In a new AI video, Brad Pitt and Tom Cruise battle it out on a rooftop in a cinematic action scene.
This isn’t a trailer for a new blockbuster, and while they look similar, it’s not actually Pitt and Cruise. In fact, this video is so realistic that the most obvious sign that it was created by AI is the dialogue.
“You killed Jeffrey Epstein, you beast! He was a good man!” Pitt says as he punches Cruz.
“He knew too much…” Cruise replies.
It’s easy to see why Hollywood’s most prominent trade association isn’t happy about this.
The scene was created using Seedance 2.0, a new AI video generation model released Thursday by TikTok’s Chinese parent company ByteDance.
The tool, and the hyper-realistic videos users create of Hollywood actors and characters, went viral in China and is now catching the attention of Americans.
“It’s moving fast,” Elon Musk said in response to a video generated using SeaDance and posted on X, referring to the speed of advances in artificial intelligence.
Another X user said, “I’m done cooking.”
The American reaction is reminiscent of the buzz surrounding DeepSeek, a Chinese company that unveiled an AI inference model that rivals OpenAI’s ChatGPT and other top models last January, stunning Silicon Valley heavyweights and intensifying competition between the U.S. and China for AI innovation supremacy.
Seedance 2.0 is another shot in the arm for the American AI company. Its multimodal capabilities span text, image, audio, and video inputs, allowing creators to control metrics such as lighting, shadows, and camera movement.
In another viral scene, a deepfake version of Breaking Bad star Walter White points directly at viewers and says, “You think you’re in control.” This line is more like a provocation than a dialogue.
Creepy depictions of Hollywood actors as well as characters from The Avengers and other major film series quickly raised copyright concerns.
The Motion Picture Association of America, an industry group representing major Hollywood studios and streaming services, issued a statement Thursday accusing ByteDance of committing “massive” rights violations in “a single day.”
“By launching its service without meaningful protections against copyright infringement, ByteDance is ignoring established copyright law that protects the rights of creators and supports millions of American jobs. ByteDance must immediately cease its infringing activities,” MPA Chairman and CEO Charlie Rivkin said in a statement.
OpenAI’s AI video generation tool “Sora” can also create AI versions of actors and characters, but copyright issues have also been raised.
But like many modern tools in AI, it can be difficult to put the genie back in the bottle.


### Work order
Among the entries that follow, how many lines contain the word "increase"? Give the number alone.

### Provided entries
◆ ◆ ◆
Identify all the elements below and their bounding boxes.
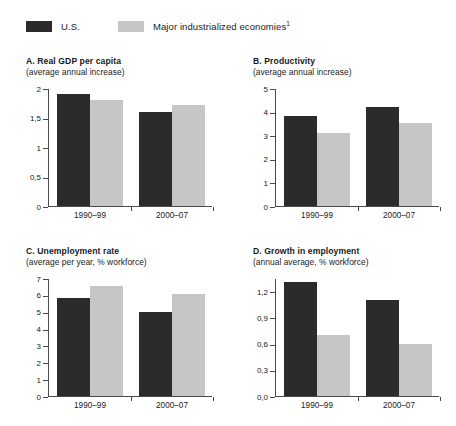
chart-b-plot: 012345 1990–992000–07 bbox=[253, 89, 439, 207]
chart-a-plot: 00,511,52 1990–992000–07 bbox=[26, 89, 212, 207]
chart-b-y-tick-label: 4 bbox=[264, 109, 268, 117]
chart-b-y-tick: 0 bbox=[270, 207, 275, 208]
chart-d-y-tick-label: 0,6 bbox=[257, 341, 268, 349]
chart-a-y-tick-label: 1 bbox=[37, 145, 41, 153]
chart-c-subtitle: (average per year, % workforce) bbox=[26, 257, 212, 267]
chart-a-x-tick bbox=[213, 207, 214, 211]
chart-d-bar bbox=[284, 282, 317, 396]
chart-d-x-tick bbox=[440, 397, 441, 401]
chart-b-x-label: 2000–07 bbox=[383, 211, 415, 220]
legend-swatch-us bbox=[26, 21, 52, 32]
chart-c-title: C. Unemployment rate bbox=[26, 246, 212, 256]
chart-d-bar bbox=[317, 335, 350, 396]
chart-c-y-tick: 7 bbox=[43, 279, 48, 280]
chart-c-x-tick bbox=[213, 397, 214, 401]
chart-c-y-tick: 5 bbox=[43, 313, 48, 314]
chart-c-y-tick-label: 0 bbox=[37, 394, 41, 402]
chart-d-plot: 0,00,30,60,91,2 1990–992000–07 bbox=[253, 279, 439, 397]
chart-b-bar bbox=[284, 116, 317, 206]
chart-d-y-tick: 0,9 bbox=[270, 318, 275, 319]
chart-d-bars bbox=[276, 279, 439, 396]
chart-c-bar bbox=[57, 298, 90, 396]
chart-c-bar bbox=[172, 294, 205, 396]
chart-b-y-tick: 3 bbox=[270, 136, 275, 137]
chart-b-title: B. Productivity bbox=[253, 56, 439, 66]
chart-c-x-label: 2000–07 bbox=[156, 401, 188, 410]
chart-a-y-tick: 2 bbox=[43, 89, 48, 90]
chart-a-subtitle: (average annual increase) bbox=[26, 67, 212, 77]
chart-a-x-label: 2000–07 bbox=[156, 211, 188, 220]
chart-c-bar bbox=[90, 286, 123, 396]
chart-a-bars bbox=[49, 89, 212, 206]
chart-panel-b: B. Productivity (average annual increase… bbox=[253, 56, 439, 207]
chart-d-y-tick-label: 0,3 bbox=[257, 367, 268, 375]
chart-d-x-label: 1990–99 bbox=[301, 401, 333, 410]
chart-b-y-tick-label: 0 bbox=[264, 204, 268, 212]
chart-panel-d: D. Growth in employment (annual average,… bbox=[253, 246, 439, 397]
chart-b-subtitle: (average annual increase) bbox=[253, 67, 439, 77]
chart-d-y-tick: 0,3 bbox=[270, 371, 275, 372]
chart-c-y-tick-label: 2 bbox=[37, 360, 41, 368]
chart-c-plot: 01234567 1990–992000–07 bbox=[26, 279, 212, 397]
chart-c-y-tick-label: 6 bbox=[37, 292, 41, 300]
chart-c-y-tick-label: 3 bbox=[37, 343, 41, 351]
chart-d-y-tick: 1,2 bbox=[270, 292, 275, 293]
chart-a-x-tick bbox=[131, 207, 132, 211]
chart-b-bar bbox=[366, 107, 399, 206]
chart-b-bars bbox=[276, 89, 439, 206]
chart-a-bar bbox=[90, 100, 123, 206]
legend-swatch-major-economies bbox=[118, 21, 144, 32]
chart-c-y-tick-label: 7 bbox=[37, 276, 41, 284]
chart-d-y-tick-label: 0,9 bbox=[257, 315, 268, 323]
chart-a-y-tick: 0 bbox=[43, 207, 48, 208]
legend-label-us: U.S. bbox=[61, 21, 80, 32]
chart-a-x-label: 1990–99 bbox=[74, 211, 106, 220]
chart-a-bar bbox=[139, 112, 172, 206]
chart-d-subtitle: (annual average, % workforce) bbox=[253, 257, 439, 267]
chart-d-bar bbox=[366, 300, 399, 396]
chart-b-bar bbox=[317, 133, 350, 206]
chart-a-y-tick: 0,5 bbox=[43, 178, 48, 179]
chart-b-y-tick-label: 2 bbox=[264, 156, 268, 164]
chart-a-title: A. Real GDP per capita bbox=[26, 56, 212, 66]
chart-c-y-tick: 1 bbox=[43, 380, 48, 381]
chart-panel-a: A. Real GDP per capita (average annual i… bbox=[26, 56, 212, 207]
chart-a-y-tick-label: 1,5 bbox=[30, 115, 41, 123]
chart-b-y-tick: 4 bbox=[270, 113, 275, 114]
chart-c-y-tick: 3 bbox=[43, 346, 48, 347]
chart-c-bar bbox=[139, 312, 172, 396]
chart-d-y-tick: 0,6 bbox=[270, 345, 275, 346]
chart-c-bars bbox=[49, 279, 212, 396]
chart-b-y-tick: 2 bbox=[270, 160, 275, 161]
legend-label-major-economies-text: Major industrialized economies bbox=[153, 21, 286, 32]
legend-entry-major-economies: Major industrialized economies1 bbox=[118, 20, 290, 32]
chart-b-y-tick-label: 3 bbox=[264, 133, 268, 141]
chart-d-bar bbox=[399, 344, 432, 396]
chart-b-bar bbox=[399, 123, 432, 206]
chart-d-y-tick: 0,0 bbox=[270, 397, 275, 398]
chart-c-x-tick bbox=[131, 397, 132, 401]
chart-d-y-tick-label: 1,2 bbox=[257, 289, 268, 297]
legend-footnote-marker: 1 bbox=[286, 20, 290, 27]
chart-a-bar bbox=[57, 94, 90, 206]
chart-a-y-tick: 1,5 bbox=[43, 119, 48, 120]
chart-c-y-tick-label: 5 bbox=[37, 309, 41, 317]
chart-d-y-tick-label: 0,0 bbox=[257, 394, 268, 402]
chart-b-y-tick: 1 bbox=[270, 183, 275, 184]
chart-panel-c: C. Unemployment rate (average per year, … bbox=[26, 246, 212, 397]
chart-c-y-tick: 2 bbox=[43, 363, 48, 364]
chart-c-y-tick: 6 bbox=[43, 296, 48, 297]
chart-d-x-tick bbox=[358, 397, 359, 401]
chart-b-x-tick bbox=[440, 207, 441, 211]
chart-a-y-tick: 1 bbox=[43, 148, 48, 149]
chart-b-y-tick-label: 1 bbox=[264, 180, 268, 188]
chart-a-bar bbox=[172, 105, 205, 206]
legend-entry-us: U.S. bbox=[26, 21, 80, 32]
chart-d-title: D. Growth in employment bbox=[253, 246, 439, 256]
chart-c-y-tick: 4 bbox=[43, 330, 48, 331]
chart-c-x-label: 1990–99 bbox=[74, 401, 106, 410]
chart-c-y-tick-label: 1 bbox=[37, 377, 41, 385]
chart-legend: U.S. Major industrialized economies1 bbox=[26, 20, 290, 32]
chart-b-y-tick: 5 bbox=[270, 89, 275, 90]
chart-c-y-tick-label: 4 bbox=[37, 326, 41, 334]
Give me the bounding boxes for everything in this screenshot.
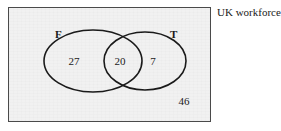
set-label-t: T	[170, 29, 177, 40]
region-count-t-only: 7	[147, 56, 159, 67]
region-count-intersection: 20	[110, 56, 130, 67]
region-count-outside: 46	[176, 96, 192, 107]
venn-diagram-figure: F T 27 20 7 46 UK workforce	[0, 0, 281, 131]
venn-circles	[0, 0, 281, 131]
universal-set-caption: UK workforce	[217, 6, 281, 18]
region-count-f-only: 27	[64, 56, 84, 67]
set-label-f: F	[55, 29, 62, 40]
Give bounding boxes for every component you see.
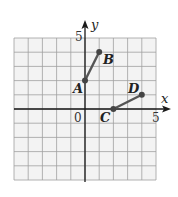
point-a-label: A <box>71 81 83 96</box>
point-c <box>110 106 116 112</box>
point-d-label: D <box>127 81 140 96</box>
origin-label: 0 <box>74 111 82 125</box>
y-axis-label: y <box>90 17 99 32</box>
y-tick-5: 5 <box>75 30 83 44</box>
point-c-label: C <box>100 110 111 125</box>
coordinate-plane: y x 5 5 0 A B C D <box>0 0 178 197</box>
point-d <box>139 92 145 98</box>
point-b <box>96 49 102 55</box>
x-tick-5: 5 <box>152 111 160 125</box>
x-axis-label: x <box>161 91 169 106</box>
point-b-label: B <box>102 52 114 67</box>
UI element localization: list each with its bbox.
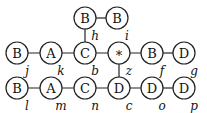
node-label: D	[147, 81, 157, 96]
node-label: B	[12, 81, 22, 96]
node-subscript: k	[57, 64, 64, 78]
node-label: A	[45, 81, 56, 96]
node-z: *z	[108, 42, 133, 78]
node-label: C	[80, 81, 90, 96]
node-subscript: m	[55, 99, 66, 113]
node-i: Bi	[106, 7, 129, 43]
node-k: Ak	[40, 42, 65, 78]
node-j: Bj	[6, 42, 29, 78]
node-subscript: p	[190, 99, 198, 113]
node-label: B	[147, 46, 157, 61]
node-c: Dc	[108, 77, 133, 113]
node-subscript: o	[158, 99, 165, 113]
node-label: B	[12, 46, 22, 61]
node-p: Dp	[173, 77, 198, 113]
graph-diagram: BhBiBjAkCb*zBfDgBlAmCnDcDoDp	[0, 0, 207, 113]
node-n: Cn	[74, 77, 99, 113]
node-f: Bf	[141, 42, 167, 78]
node-g: Dg	[173, 42, 198, 78]
node-o: Do	[141, 77, 166, 113]
node-subscript: l	[25, 99, 29, 113]
node-subscript: f	[159, 64, 167, 78]
node-label: C	[80, 46, 90, 61]
node-m: Am	[40, 77, 67, 113]
node-subscript: b	[91, 64, 99, 78]
node-b: Cb	[74, 42, 99, 78]
node-subscript: g	[190, 64, 198, 78]
node-label: B	[112, 11, 122, 26]
node-label: B	[80, 11, 90, 26]
node-label: D	[114, 81, 124, 96]
node-label: *	[116, 48, 123, 63]
node-subscript: n	[91, 99, 99, 113]
node-subscript: h	[91, 29, 99, 43]
node-label: A	[45, 46, 56, 61]
node-subscript: j	[22, 64, 29, 78]
node-h: Bh	[74, 7, 99, 43]
node-label: D	[179, 46, 189, 61]
node-subscript: i	[125, 29, 129, 43]
node-subscript: c	[126, 99, 133, 113]
node-label: D	[179, 81, 189, 96]
node-subscript: z	[125, 64, 133, 78]
nodes: BhBiBjAkCb*zBfDgBlAmCnDcDoDp	[6, 7, 198, 113]
node-l: Bl	[6, 77, 29, 113]
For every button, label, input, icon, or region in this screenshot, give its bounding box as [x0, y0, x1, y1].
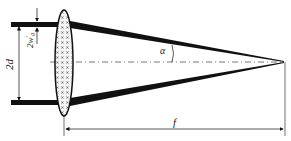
converging-beam-upper — [70, 21, 284, 62]
lens-texture — [56, 11, 72, 115]
beam-waist-label: 2w′0 — [24, 33, 36, 48]
converging-beam-lower — [70, 62, 284, 106]
half-angle-label: α — [160, 45, 166, 56]
angle-arc — [172, 45, 174, 62]
focal-length-label: f — [173, 116, 178, 128]
lens-focusing-diagram: × 2d 2w′0 α f — [0, 0, 291, 141]
beam-separation-label: 2d — [3, 59, 15, 71]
◆ ◆ ◆
### The completed task
3